China Will have Two-Child Policy within 2 Years

All Chinese couples will be allowed to have a second child in two years, said a researcher who advises the government on birth control policies.

“We will fully relax the policy” in two years after an experiment allowing some couples to have a second baby, Cai Fang, a vice director of the Chinese Academy of Social Sciences, the government’s research arm, said in a brief interview yesterday after a speech in Beijing. “People wish to choose the number of children they want to have, and they should be given the choice, at least for two children.”

Chinese President Xi Jinping relaxed China’s family-planning policy last year by allowing couples to have two children if either parent is an only child. The change failed to deliver a baby boom in the world’s most populous country — less than 3 percent of the 11 million Chinese couples eligible for another child applied for permission in the first six months, according to data from the National Health & Family Planning Commission.

China had 690,000 couples seeking approval for a second child by the end of August and 620,000 were granted, according to a statement from the nation’s family planning commission.

Cai said allowing second children won’t significantly raise the fertility rate to bolster a population the United Nations predicts will start shrinking by 2030. China’s fertility rate of 1.66 per woman compares with the 2.1 level needed to sustain population levels, according to the UN.

Estimates by Chinese officials and some scholars had suggested the relaxation in policy may lead to an increase of up to 2 million births per year, possibly a 10 percent increase – increasing China’s fertility rate from the current 1.6 births per woman to about 1.8 births per woman.

However, it appears the effect is 30-50% of that level.

If China decided to further relax to a “two-child policy,” the number of additional births might reach 5 million annually, with the fertility rate perhaps rising to replacement level. However, the 30-50% level would mean about 2 to 2.5 million added.

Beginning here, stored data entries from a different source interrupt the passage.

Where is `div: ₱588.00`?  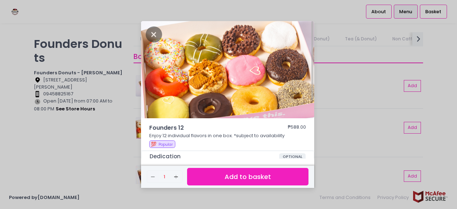 div: ₱588.00 is located at coordinates (297, 128).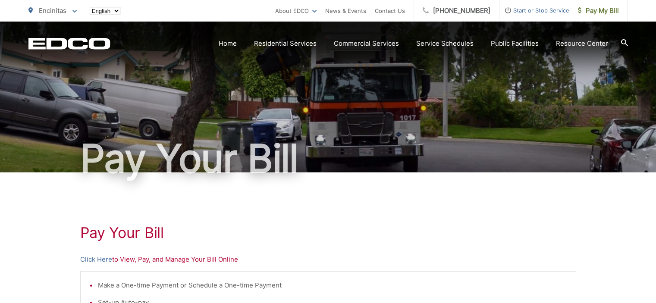 Image resolution: width=656 pixels, height=303 pixels. What do you see at coordinates (96, 260) in the screenshot?
I see `a: Click Here` at bounding box center [96, 260].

With such a rise in fertility, the medium variant, China’s population would peak at 1.45 billion in 2030 and then decline to around 1 billion by the century’s close.

Fully lifting the child restriction policies now might get the additional 5 million births to reach replacement level.

Under the instant replacement scenario, China’s future population does not decline, but stabilizes around 1.6 billion by mid-century. The Chinese population, however, would still age, with the proportion elderly increasing to a fifth and the potential support ratio falling to three working-age persons per retiree.

Creating financial and social incentives to have children (as in Singapore) could have a further mild boosting effect.
The most effective policy to boost fertility is to provide low cost child care. Effective fertility boosting policies are ones that provide flexible work practices that make it easier for women to rejoin the work force after taking time off for child-rearing.